It's not uncommon to hear people describe wonderful food as tasting "heavenly." Madison author Madeline Scherb took that characterization literally with her new book, A Taste of Heaven: A Guide to Food and Drink Made by Monks and Nuns (Tarcher Penguin).
The book, due to hit stores the first week in August, is part travel guide, part food journalism, part cookbook. "Prior to this book, there wasn't even a single good source of contact information" for monasteries with food operations, says Scherb.
Originally from Madison, the UW-Madison grad was working in New York City on Sept. 11, 2001: "Like a lot of people, the events of that day made me question whether I was really doing what I wanted to be doing." Scherb eventually left her public relations job and with the aid of a summer journalism fellowship went to Europe to study comparative religion. There, the idea of this type of guidebook came to her.
She visited the monasteries where monks and nuns support their lives of contemplation by making food: cheeses, breads, wine, jams, candy and, yes, fruitcakes. Many function as inns as well, where tourists interested in food, or a quiet retreat, or both, are welcome. Scherb's descriptions are idyllic: "Even the monastery's charming guest quarters remind one of a favorite childhood tree house, thanks in part to a maze of suspended wooden walkways that links them...next to a pond that is home to ducks and toads and whose mirrored surface is rarely disturbed except by an occasional gust of wind." (Our Lady of Guadalupe Abbey in Lafayette, Ore.)
Monks and nuns were slow-food supporters before there was such a movement. "They use organic types of food, very few or no preservatives, just because that's their way of life," Scherb observes. For her part, Scherb doesn't consider herself a foodie at all: "Food, for me, is simply a way of talking to people about something bigger. A gentle way for me to describe a way of life that is faith-based. For the monks and nuns, it's very similar. They make food only to support their monasteries."
Scherb recalls New York during the roaring '90s: "Every kind of consumption was completely out of control. People were completely obsessed with food, and you had to be eating extraordinarily complicated dishes. To me, there was nothing normal or healthy about that kind of obsessive interest in food." On the other hand, Scherb recognizes that "there is something about food that speaks to all of us, on a deeper level. At its best, food must be a form of love, as when your mom feeds you when you're growing up."
The first monastery Scherb visited was Our Lady of the Mississippi Abbey outside of Dubuque, "a magnificent place." One of her favorite products in the book comes from that abbey, too: caramels. She continues to enjoy them even after participating in making them - "manual, backbreaking work" that reminded her of the famous I Love Lucy episode about the candy speeding by on the conveyor belt, only without the laugh track.
Chefs have donated recipes to A Taste of Heaven, and the book also offers ample opportunity for armchair traveling and mail ordering. Scherb also recommends the cheese spread spiked with sherry and the cheesecake from the Monks and Nuns of New Skete - "the best I ever had; they really know what they are doing."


### BRIEF
Please reproduce all the data exactly as written and omit the pictures.

___ EXTRACTED DATA

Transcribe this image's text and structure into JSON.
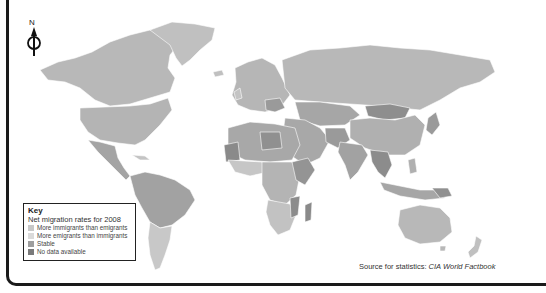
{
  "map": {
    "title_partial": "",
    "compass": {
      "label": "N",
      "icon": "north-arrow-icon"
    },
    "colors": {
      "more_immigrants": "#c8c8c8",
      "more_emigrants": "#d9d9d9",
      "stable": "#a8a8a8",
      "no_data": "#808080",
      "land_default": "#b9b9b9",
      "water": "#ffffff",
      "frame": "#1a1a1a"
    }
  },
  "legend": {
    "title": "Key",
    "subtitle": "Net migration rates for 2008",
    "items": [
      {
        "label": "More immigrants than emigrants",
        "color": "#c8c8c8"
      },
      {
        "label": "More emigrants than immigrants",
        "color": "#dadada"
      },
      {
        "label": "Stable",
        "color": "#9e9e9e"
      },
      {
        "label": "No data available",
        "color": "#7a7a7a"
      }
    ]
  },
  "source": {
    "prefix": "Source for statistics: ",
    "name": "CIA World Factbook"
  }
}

______

### EXERCISE SOLUTION
Transcribe this image's text and structure into JSON.
{
  "map": {
    "title_partial": "",
    "compass": {
      "label": "N",
      "icon": "north-arrow-icon"
    },
    "colors": {
      "more_immigrants": "#c8c8c8",
      "more_emigrants": "#d9d9d9",
      "stable": "#a8a8a8",
      "no_data": "#808080",
      "land_default": "#b9b9b9",
      "water": "#ffffff",
      "frame": "#1a1a1a"
    }
  },
  "legend": {
    "title": "Key",
    "subtitle": "Net migration rates for 2008",
    "items": [
      {
        "label": "More immigrants than emigrants",
        "color": "#c8c8c8"
      },
      {
        "label": "More emigrants than immigrants",
        "color": "#dadada"
      },
      {
        "label": "Stable",
        "color": "#9e9e9e"
      },
      {
        "label": "No data available",
        "color": "#7a7a7a"
      }
    ]
  },
  "source": {
    "prefix": "Source for statistics: ",
    "name": "CIA World Factbook"
  }
}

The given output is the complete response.